Photo, Amazon Forest in Brazil, Photographer Filipe Frazao

Tropical forests cover less than 7% of the earth’s surface but exchange vast amounts of CO2, water, and energy with the atmosphere. They are the world’s most important land-based carbon sinks, helping to regulate the Earth’s climate.  However, scientists are uncertain how tropical forests will respond to a warming climate and changing atmosphere, and if they will continue to act as a net carbon sink over the coming decades. Understanding the responses of tropical forests to global changes is critical for improving model projections of future climate.

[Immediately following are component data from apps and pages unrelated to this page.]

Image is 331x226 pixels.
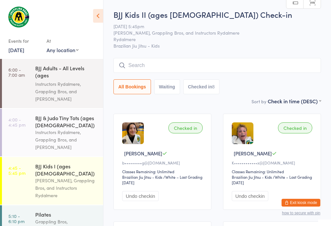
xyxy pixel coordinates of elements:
[35,162,98,177] div: BJJ Kids I (ages [DEMOGRAPHIC_DATA])
[47,36,79,46] div: At
[113,9,321,20] h2: BJJ Kids II (ages [DEMOGRAPHIC_DATA]) Check-in
[232,160,314,165] div: K••••••••••••x@[DOMAIN_NAME]
[122,191,159,201] button: Undo checkin
[212,84,215,89] div: 8
[6,5,31,29] img: Grappling Bros Rydalmere
[282,210,320,215] button: how to secure with pin
[2,109,103,156] a: 4:00 -4:45 pmBJJ & Judo Tiny Tots (ages [DEMOGRAPHIC_DATA])Instructors Rydalmere, Grappling Bros,...
[35,114,98,128] div: BJJ & Judo Tiny Tots (ages [DEMOGRAPHIC_DATA])
[113,23,311,29] span: [DATE] 5:45pm
[113,79,151,94] button: All Bookings
[8,117,26,127] time: 4:00 - 4:45 pm
[232,168,314,174] div: Classes Remaining: Unlimited
[8,36,40,46] div: Events for
[124,150,162,156] span: [PERSON_NAME]
[232,174,272,179] div: Brazilian Jiu Jitsu - Kids
[183,79,220,94] button: Checked in8
[35,64,98,80] div: BJJ Adults - All Levels (ages [DEMOGRAPHIC_DATA]+)
[113,42,321,49] span: Brazilian Jiu Jitsu - Kids
[232,122,253,144] img: image1708581368.png
[252,98,266,104] label: Sort by
[2,59,103,108] a: 6:00 -7:00 amBJJ Adults - All Levels (ages [DEMOGRAPHIC_DATA]+)Instructors Rydalmere, Grappling B...
[8,67,25,77] time: 6:00 - 7:00 am
[47,46,79,53] div: Any location
[232,191,268,201] button: Undo checkin
[122,174,162,179] div: Brazilian Jiu Jitsu - Kids
[35,177,98,199] div: [PERSON_NAME], Grappling Bros, and Instructors Rydalmere
[234,150,272,156] span: [PERSON_NAME]
[282,199,320,206] button: Exit kiosk mode
[122,160,205,165] div: b•••••••••g@[DOMAIN_NAME]
[35,80,98,102] div: Instructors Rydalmere, Grappling Bros, and [PERSON_NAME]
[35,128,98,151] div: Instructors Rydalmere, Grappling Bros, and [PERSON_NAME]
[8,165,26,175] time: 4:45 - 5:45 pm
[122,122,144,144] img: image1750667801.png
[278,122,312,133] div: Checked in
[154,79,180,94] button: Waiting
[268,97,321,104] div: Check in time (DESC)
[113,36,311,42] span: Rydalmere
[113,29,311,36] span: [PERSON_NAME], Grappling Bros, and Instructors Rydalmere
[113,58,321,73] input: Search
[8,46,24,53] a: [DATE]
[122,168,205,174] div: Classes Remaining: Unlimited
[2,157,103,204] a: 4:45 -5:45 pmBJJ Kids I (ages [DEMOGRAPHIC_DATA])[PERSON_NAME], Grappling Bros, and Instructors R...
[8,213,25,223] time: 5:10 - 6:10 pm
[168,122,203,133] div: Checked in
[35,210,98,218] div: Pilates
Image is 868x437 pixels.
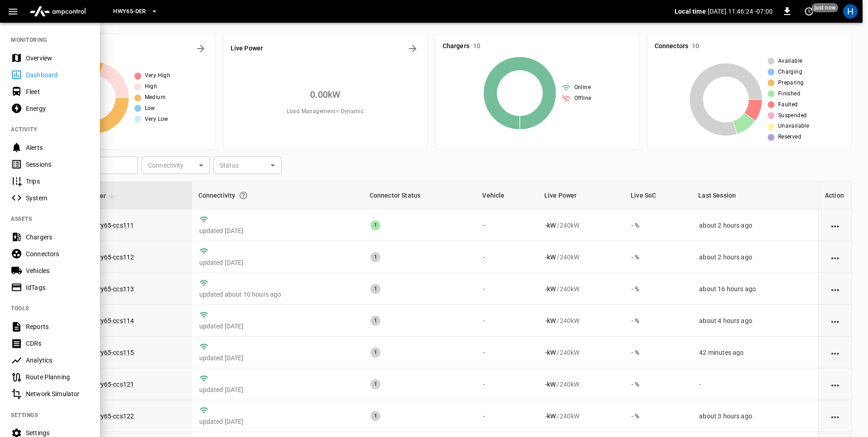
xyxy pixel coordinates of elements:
div: Chargers [26,233,89,242]
div: Vehicles [26,266,89,275]
p: [DATE] 11:46:24 -07:00 [707,7,773,16]
div: Connectors [26,249,89,259]
div: System [26,193,89,203]
p: Local time [675,7,706,16]
div: Alerts [26,143,89,152]
div: Dashboard [26,70,89,80]
div: Network Simulator [26,389,89,398]
div: Sessions [26,160,89,169]
div: Analytics [26,356,89,365]
div: Fleet [26,87,89,96]
span: just now [811,3,838,13]
div: IdTags [26,283,89,292]
img: ampcontrol.io logo [26,3,89,20]
div: CDRs [26,339,89,348]
div: profile-icon [843,4,857,18]
span: HWY65-DER [113,7,146,17]
div: Route Planning [26,373,89,382]
div: Trips [26,177,89,186]
button: set refresh interval [801,4,816,18]
div: Reports [26,322,89,332]
div: Energy [26,104,89,113]
div: Overview [26,54,89,63]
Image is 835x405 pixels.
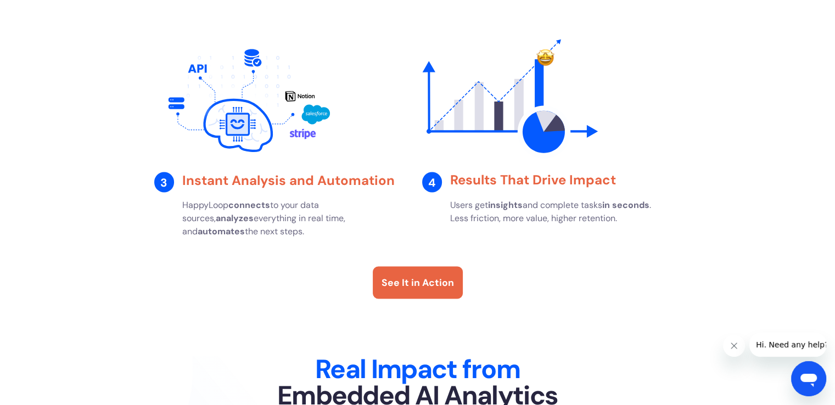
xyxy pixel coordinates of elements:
[7,8,79,16] span: Hi. Need any help?
[791,361,826,396] iframe: Button to launch messaging window
[198,225,245,237] strong: automates
[749,333,826,357] iframe: Message from company
[422,35,598,166] img: The results delivered to the user including charts, tables, answers generated by HappyLoop AI
[182,198,393,238] p: HappyLoop to your data sources, everything in real time, and the next steps.
[182,171,395,188] strong: Instant Analysis and Automation
[154,35,330,166] img: Illustration of a human brain with AI elements, symbolizing the intelligence of HappyLoop AI.
[154,172,175,192] div: 3
[450,198,661,224] p: Users get and complete tasks . Less friction, more value, higher retention.
[450,171,616,188] strong: Results That Drive Impact
[216,212,254,223] strong: analyzes
[602,199,649,210] strong: in seconds
[373,266,463,298] a: See It in Action
[381,275,454,289] div: See It in Action
[723,335,745,357] iframe: Close message
[228,199,270,210] strong: connects
[488,199,522,210] strong: insights
[422,172,442,192] div: 4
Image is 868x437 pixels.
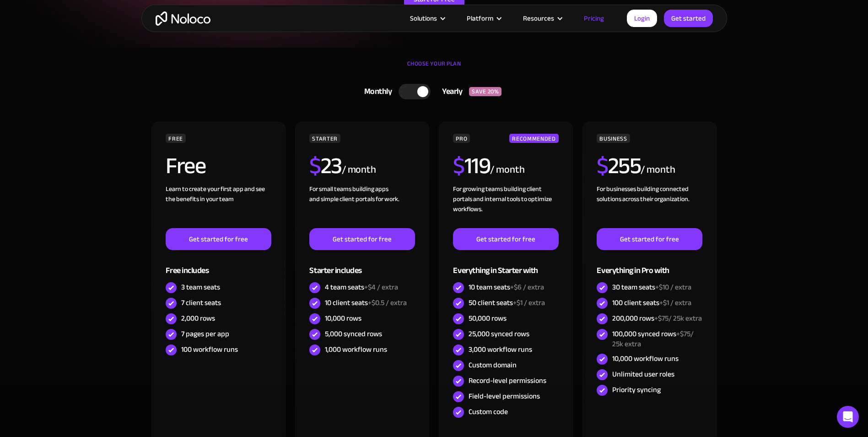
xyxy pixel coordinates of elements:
[309,133,340,143] div: STARTER
[453,184,559,228] div: For growing teams building client portals and internal tools to optimize workflows.
[510,280,544,294] span: +$6 / extra
[612,385,661,395] div: Priority syncing
[597,133,630,143] div: BUSINESS
[468,329,529,339] div: 25,000 synced rows
[468,282,544,292] div: 10 team seats
[612,282,691,292] div: 30 team seats
[150,57,718,80] div: CHOOSE YOUR PLAN
[509,133,559,143] div: RECOMMENDED
[309,154,342,177] h2: 23
[453,228,559,250] a: Get started for free
[182,344,238,355] div: 100 workflow runs
[597,144,609,187] span: $
[166,228,271,250] a: Get started for free
[309,228,415,250] a: Get started for free
[469,87,501,96] div: SAVE 20%
[325,297,407,308] div: 10 client seats
[513,296,545,310] span: +$1 / extra
[166,133,186,143] div: FREE
[597,250,702,280] div: Everything in Pro with
[660,296,691,310] span: +$1 / extra
[612,369,674,379] div: Unlimited user roles
[468,297,545,308] div: 50 client seats
[364,280,398,294] span: +$4 / extra
[597,154,641,177] h2: 255
[453,144,465,187] span: $
[573,12,616,24] a: Pricing
[612,329,702,349] div: 100,000 synced rows
[166,154,205,177] h2: Free
[342,163,376,177] div: / month
[309,144,321,187] span: $
[467,12,493,24] div: Platform
[837,406,859,428] div: Open Intercom Messenger
[325,313,362,323] div: 10,000 rows
[398,12,456,24] div: Solutions
[612,327,694,351] span: +$75/ 25k extra
[512,12,573,24] div: Resources
[456,12,512,24] div: Platform
[431,85,469,99] div: Yearly
[612,313,702,323] div: 200,000 rows
[353,85,399,99] div: Monthly
[655,280,691,294] span: +$10 / extra
[325,344,387,355] div: 1,000 workflow runs
[468,407,508,417] div: Custom code
[627,10,657,27] a: Login
[641,163,675,177] div: / month
[453,250,559,280] div: Everything in Starter with
[155,12,211,26] a: home
[612,297,691,308] div: 100 client seats
[368,296,407,310] span: +$0.5 / extra
[410,12,437,24] div: Solutions
[612,354,679,364] div: 10,000 workflow runs
[166,184,271,228] div: Learn to create your first app and see the benefits in your team ‍
[182,329,229,339] div: 7 pages per app
[523,12,554,24] div: Resources
[453,154,490,177] h2: 119
[182,313,215,323] div: 2,000 rows
[597,184,702,228] div: For businesses building connected solutions across their organization. ‍
[309,184,415,228] div: For small teams building apps and simple client portals for work. ‍
[182,297,221,308] div: 7 client seats
[325,282,398,292] div: 4 team seats
[468,360,517,370] div: Custom domain
[664,10,713,27] a: Get started
[468,344,532,355] div: 3,000 workflow runs
[468,375,546,386] div: Record-level permissions
[468,313,507,323] div: 50,000 rows
[490,163,524,177] div: / month
[468,391,540,401] div: Field-level permissions
[325,329,382,339] div: 5,000 synced rows
[654,311,702,325] span: +$75/ 25k extra
[453,133,470,143] div: PRO
[182,282,220,292] div: 3 team seats
[309,250,415,280] div: Starter includes
[166,250,271,280] div: Free includes
[597,228,702,250] a: Get started for free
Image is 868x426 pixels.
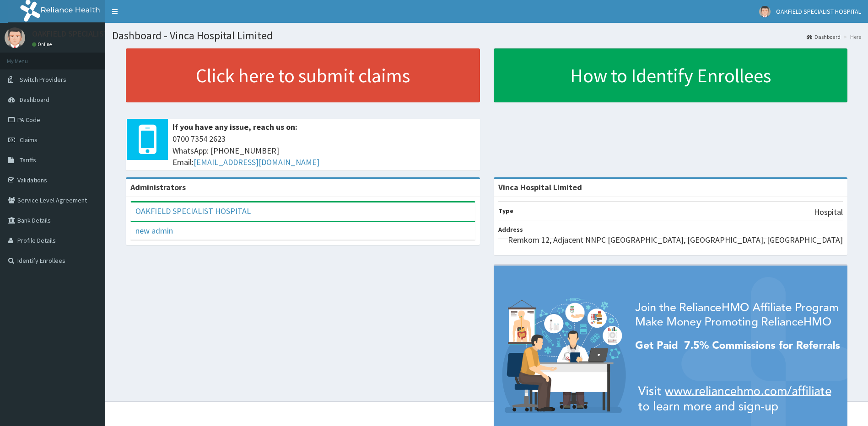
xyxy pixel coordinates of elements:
img: User Image [5,27,25,48]
a: Click here to submit claims [126,49,480,102]
span: 0700 7354 2623 WhatsApp: [PHONE_NUMBER] Email: [173,133,476,168]
b: Administrators [131,182,186,192]
span: Dashboard [20,96,49,104]
strong: Vinca Hospital Limited [498,182,582,192]
b: If you have any issue, reach us on: [173,122,298,132]
li: Here [841,33,861,41]
h1: Dashboard - Vinca Hospital Limited [112,30,861,42]
b: Address [498,225,523,234]
a: OAKFIELD SPECIALIST HOSPITAL [135,206,251,216]
a: How to Identify Enrollees [493,49,847,102]
a: Online [32,41,54,47]
span: Tariffs [20,156,36,164]
p: Hospital [814,206,843,218]
p: Remkom 12, Adjacent NNPC [GEOGRAPHIC_DATA], [GEOGRAPHIC_DATA], [GEOGRAPHIC_DATA] [508,234,843,246]
a: Dashboard [806,33,841,41]
span: OAKFIELD SPECIALIST HOSPITAL [776,8,861,16]
a: new admin [135,225,173,236]
img: User Image [759,6,770,17]
span: Switch Providers [20,76,67,84]
p: OAKFIELD SPECIALIST HOSPITAL [32,30,146,38]
a: [EMAIL_ADDRESS][DOMAIN_NAME] [194,157,320,168]
b: Type [498,207,513,215]
span: Claims [20,136,38,144]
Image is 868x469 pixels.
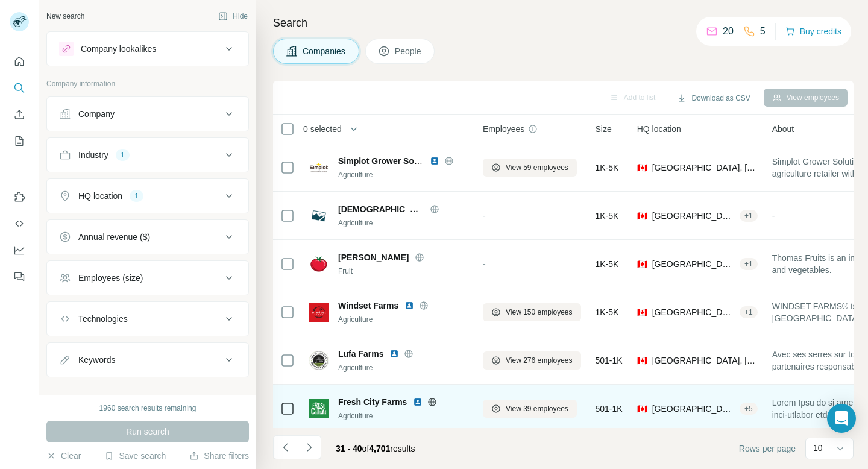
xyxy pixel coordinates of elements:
[394,45,423,57] span: People
[506,403,568,414] span: View 39 employees
[637,354,647,366] span: 🇨🇦
[10,239,29,261] button: Dashboard
[309,399,328,418] img: Logo of Fresh City Farms
[10,104,29,125] button: Enrich CSV
[338,410,468,421] div: Agriculture
[338,266,468,277] div: Fruit
[483,259,486,269] span: -
[483,351,581,369] button: View 276 employees
[637,258,647,270] span: 🇨🇦
[362,443,369,453] span: of
[116,149,129,160] div: 1
[336,443,415,453] span: results
[723,24,734,39] p: 20
[78,271,143,284] div: Employees (size)
[652,258,735,270] span: [GEOGRAPHIC_DATA]
[78,190,122,202] div: HQ location
[338,396,407,408] span: Fresh City Farms
[338,252,409,263] span: [PERSON_NAME]
[483,211,486,221] span: -
[46,11,84,22] div: New search
[637,306,647,318] span: 🇨🇦
[338,203,423,215] span: [DEMOGRAPHIC_DATA]
[10,186,29,208] button: Use Surfe on LinkedIn
[652,306,735,318] span: [GEOGRAPHIC_DATA]
[637,161,647,174] span: 🇨🇦
[785,23,842,40] button: Buy credits
[47,304,248,333] button: Technologies
[404,300,414,310] img: LinkedIn logo
[483,158,577,176] button: View 59 employees
[827,404,856,433] div: Open Intercom Messenger
[47,140,248,169] button: Industry1
[10,77,29,99] button: Search
[595,306,619,318] span: 1K-5K
[595,258,619,270] span: 1K-5K
[273,435,297,459] button: Navigate to previous page
[273,14,853,32] h4: Search
[369,443,390,453] span: 4,701
[47,34,248,63] button: Company lookalikes
[483,123,524,135] span: Employees
[309,158,328,177] img: Logo of Simplot Grower Solutions Canada
[652,210,735,222] span: [GEOGRAPHIC_DATA]
[47,100,248,129] button: Company
[104,450,166,461] button: Save search
[813,442,823,454] p: 10
[595,354,623,366] span: 501-1K
[302,45,347,57] span: Companies
[483,400,577,418] button: View 39 employees
[47,345,248,374] button: Keywords
[336,443,362,453] span: 31 - 40
[430,156,439,166] img: LinkedIn logo
[297,435,321,459] button: Navigate to next page
[413,397,423,407] img: LinkedIn logo
[10,266,29,288] button: Feedback
[10,51,29,72] button: Quick start
[78,354,115,366] div: Keywords
[46,450,81,461] button: Clear
[595,123,612,135] span: Size
[47,181,248,210] button: HQ location1
[637,210,647,222] span: 🇨🇦
[389,349,399,358] img: LinkedIn logo
[595,161,619,174] span: 1K-5K
[47,223,248,252] button: Annual revenue ($)
[46,78,249,89] p: Company information
[303,123,342,135] span: 0 selected
[669,89,758,107] button: Download as CSV
[78,313,128,325] div: Technologies
[100,403,196,414] div: 1960 search results remaining
[506,307,573,318] span: View 150 employees
[81,43,156,55] div: Company lookalikes
[47,263,248,292] button: Employees (size)
[210,7,256,25] button: Hide
[739,442,795,454] span: Rows per page
[10,213,29,234] button: Use Surfe API
[637,403,647,414] span: 🇨🇦
[338,217,468,228] div: Agriculture
[506,162,568,173] span: View 59 employees
[129,190,143,201] div: 1
[772,211,775,221] span: -
[483,303,581,321] button: View 150 employees
[338,300,398,311] span: Windset Farms
[78,231,150,243] div: Annual revenue ($)
[309,206,328,225] img: Logo of Sundenfarms
[739,403,757,414] div: + 5
[506,355,573,366] span: View 276 employees
[78,149,109,161] div: Industry
[338,362,468,373] div: Agriculture
[739,259,757,270] div: + 1
[338,314,468,325] div: Agriculture
[309,254,328,273] img: Logo of Thomas
[338,156,534,166] span: Simplot Grower Solutions [GEOGRAPHIC_DATA]
[595,403,623,414] span: 501-1K
[652,161,757,174] span: [GEOGRAPHIC_DATA], [GEOGRAPHIC_DATA]
[78,108,115,120] div: Company
[637,123,681,135] span: HQ location
[739,307,757,318] div: + 1
[760,24,766,39] p: 5
[595,210,619,222] span: 1K-5K
[309,351,328,370] img: Logo of Lufa Farms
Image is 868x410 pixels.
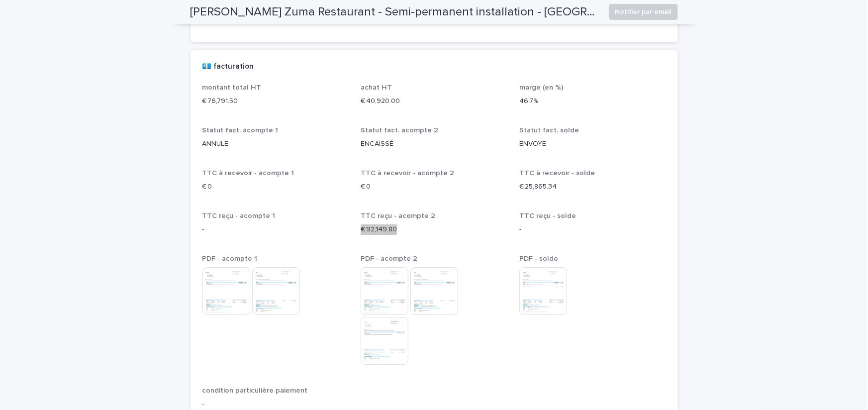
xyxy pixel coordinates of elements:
span: PDF - acompte 2 [361,255,417,262]
p: ENCAISSÉ [361,139,507,150]
span: PDF - acompte 1 [203,255,258,262]
span: achat HT [361,84,392,91]
h2: 💶 facturation [203,62,254,71]
span: Statut fact. acompte 2 [361,127,438,134]
span: condition particulière paiement [203,387,308,394]
span: Statut fact. solde [519,127,579,134]
span: Statut fact. acompte 1 [203,127,278,134]
button: Notifier par email [609,4,678,20]
span: marge (en %) [519,84,563,91]
span: TTC à recevoir - solde [519,170,595,177]
span: TTC reçu - acompte 1 [203,213,276,220]
span: Notifier par email [615,7,672,17]
h2: Maria Belen Rugeroni Zuma Restaurant - Semi-permanent installation - Saint-Tropez [191,5,601,19]
p: - [203,225,349,235]
p: ANNULE [203,139,349,150]
span: TTC reçu - solde [519,213,576,220]
p: € 76,791.50 [203,96,349,106]
p: 46.7% [519,96,666,106]
p: - [203,400,666,410]
p: € 0 [361,182,507,192]
span: TTC à recevoir - acompte 1 [203,170,295,177]
p: € 25,865.34 [519,182,666,192]
p: € 92,149.80 [361,225,507,235]
p: ENVOYE [519,139,666,150]
span: montant total HT [203,84,261,91]
p: - [519,225,666,235]
span: PDF - solde [519,255,558,262]
span: TTC reçu - acompte 2 [361,213,435,220]
p: € 40,920.00 [361,96,507,106]
p: € 0 [203,182,349,192]
span: TTC à recevoir - acompte 2 [361,170,454,177]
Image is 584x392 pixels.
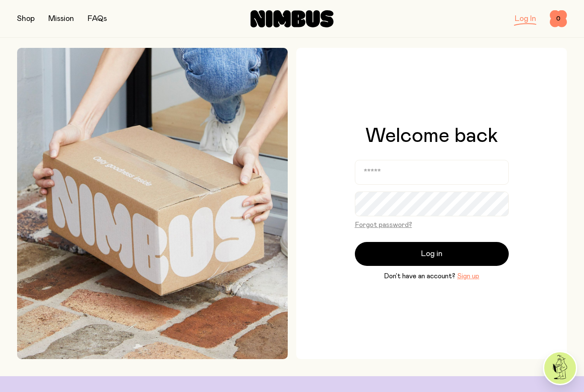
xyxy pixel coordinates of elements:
[365,126,498,146] h1: Welcome back
[384,271,455,281] span: Don’t have an account?
[457,271,479,281] button: Sign up
[17,48,287,359] img: Picking up Nimbus mailer from doorstep
[48,15,74,23] a: Mission
[550,10,567,27] button: 0
[355,242,509,266] button: Log in
[514,15,536,23] a: Log In
[544,352,576,384] img: agent
[355,220,412,230] button: Forgot password?
[88,15,107,23] a: FAQs
[421,248,443,260] span: Log in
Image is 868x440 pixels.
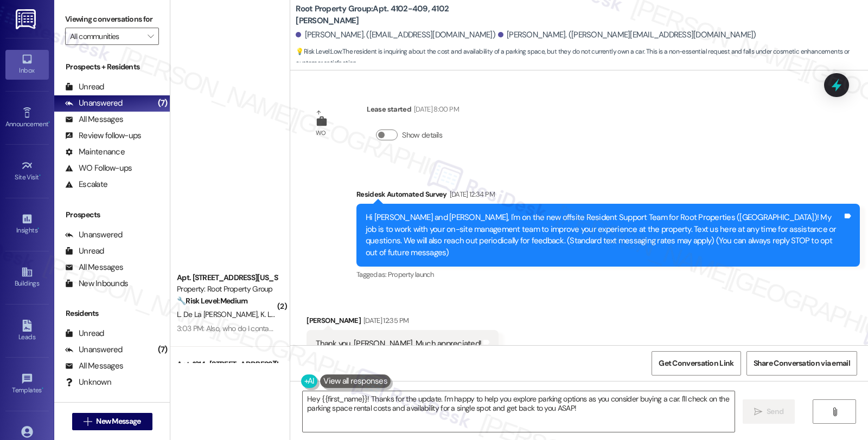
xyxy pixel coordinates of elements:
[155,95,170,112] div: (7)
[65,344,122,355] div: Unanswered
[65,229,122,240] div: Unanswered
[296,47,341,56] strong: 💡 Risk Level: Low
[54,209,170,221] div: Prospects
[65,146,125,158] div: Maintenance
[37,225,39,232] span: •
[388,270,434,279] span: Property launch
[54,308,170,319] div: Residents
[746,351,857,376] button: Share Conversation via email
[177,358,277,370] div: Apt. 1214-[STREET_ADDRESS][PERSON_NAME]
[39,172,41,179] span: •
[65,98,122,109] div: Unanswered
[367,103,458,119] div: Lease started
[96,415,140,427] span: New Message
[177,310,260,319] span: L. De La [PERSON_NAME]
[402,130,442,141] label: Show details
[742,399,795,424] button: Send
[296,29,495,41] div: [PERSON_NAME]. ([EMAIL_ADDRESS][DOMAIN_NAME])
[296,3,513,27] b: Root Property Group: Apt. 4102-409, 4102 [PERSON_NAME]
[65,328,104,339] div: Unread
[830,407,838,416] i: 
[361,315,408,326] div: [DATE] 12:35 PM
[6,50,49,79] a: Inbox
[296,46,868,69] span: : The resident is inquiring about the cost and availability of a parking space, but they do not c...
[147,32,153,41] i: 
[177,296,247,305] strong: 🔧 Risk Level: Medium
[65,179,108,190] div: Escalate
[754,358,850,369] span: Share Conversation via email
[15,9,38,29] img: ResiDesk Logo
[65,163,132,174] div: WO Follow-ups
[70,28,142,45] input: All communities
[177,272,277,284] div: Apt. [STREET_ADDRESS][US_STATE]
[42,384,43,392] span: •
[72,413,152,430] button: New Message
[411,103,459,115] div: [DATE] 8:00 PM
[261,310,301,319] span: K. Le Mentec
[498,29,756,41] div: [PERSON_NAME]. ([PERSON_NAME][EMAIL_ADDRESS][DOMAIN_NAME])
[6,156,49,186] a: Site Visit •
[65,130,141,142] div: Review follow-ups
[447,188,495,200] div: [DATE] 12:34 PM
[65,376,111,388] div: Unknown
[6,316,49,345] a: Leads
[6,370,49,399] a: Templates •
[6,209,49,239] a: Insights •
[65,114,123,125] div: All Messages
[177,284,277,295] div: Property: Root Property Group
[84,417,92,426] i: 
[65,278,128,289] div: New Inbounds
[65,11,159,28] label: Viewing conversations for
[155,341,170,358] div: (7)
[65,82,104,93] div: Unread
[316,338,481,350] div: Thank you, [PERSON_NAME]. Much appreciated!
[356,188,860,204] div: Residesk Automated Survey
[54,61,170,72] div: Prospects + Residents
[65,245,104,257] div: Unread
[48,119,50,126] span: •
[303,391,734,432] textarea: Hey {{first_name}}! Thanks for the update. I'm happy to help you explore parking options as you c...
[767,406,783,417] span: Send
[754,407,762,416] i: 
[316,127,326,138] div: WO
[658,358,733,369] span: Get Conversation Link
[6,263,49,292] a: Buildings
[65,261,123,273] div: All Messages
[356,266,860,282] div: Tagged as:
[65,360,123,371] div: All Messages
[177,323,543,333] div: 3:03 PM: Also, who do I contact to about our recycling bin? It has been missing from our alleyway...
[306,315,499,330] div: [PERSON_NAME]
[366,212,843,258] div: Hi [PERSON_NAME] and [PERSON_NAME], I'm on the new offsite Resident Support Team for Root Propert...
[651,351,741,376] button: Get Conversation Link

The Next-Generation Ecosystem Experiments–Tropics, or NGEE-Tropics, is a ten-year, multi-institutional project funded by the U.S. Department of Energy (DOE) which aims to fill the critical gaps in our knowledge of tropical forest-climate system interactions.  The overarching goal of NGEE-Tropics is to develop a predictive understanding of how tropical forest carbon balance and climate system feedbacks will respond to changing environmental drivers over the 21st Century.  

k34-towerIn our current first phase of NGEE–Tropics, we are assessing what is known about tropical forest ecosystems and how well these processes are represented in Earth System models (ESMs). Uncertainty assessments are informing field and laboratory studies that will provide new, high-priority data for forest ecosystem models. Several initial field studies are underway at key sites, including pilot studies in Brazil, Panama, and Puerto Rico, and a select group of ForestGEO sites across the tropics. Measurements at these sites address

  • Forest carbon cycle−hydrology interactions
  • Nutrient limitations in tropical secondary forests
  • Plant functional diversity response to climate change
  • Regional variation in the causes of tree mortality

NGEE-Tropics’ grand deliverable is  a representative, process-rich tropical forest ecosystem model, extending from bedrock to the top of the vegetative canopy-atmosphere interface, in which the evolution and feedbacks of tropical ecosystems in a changing climate can be modeled at the scale and resolution of a next-generation Earth System Model grid cell (~10x10km grid size).

The overarching goal of NGEE-Tropics is to develop a predictive understanding of how tropical forest carbon balance and climate system feedbacks will respond to changing environmental drivers over the 21st Century.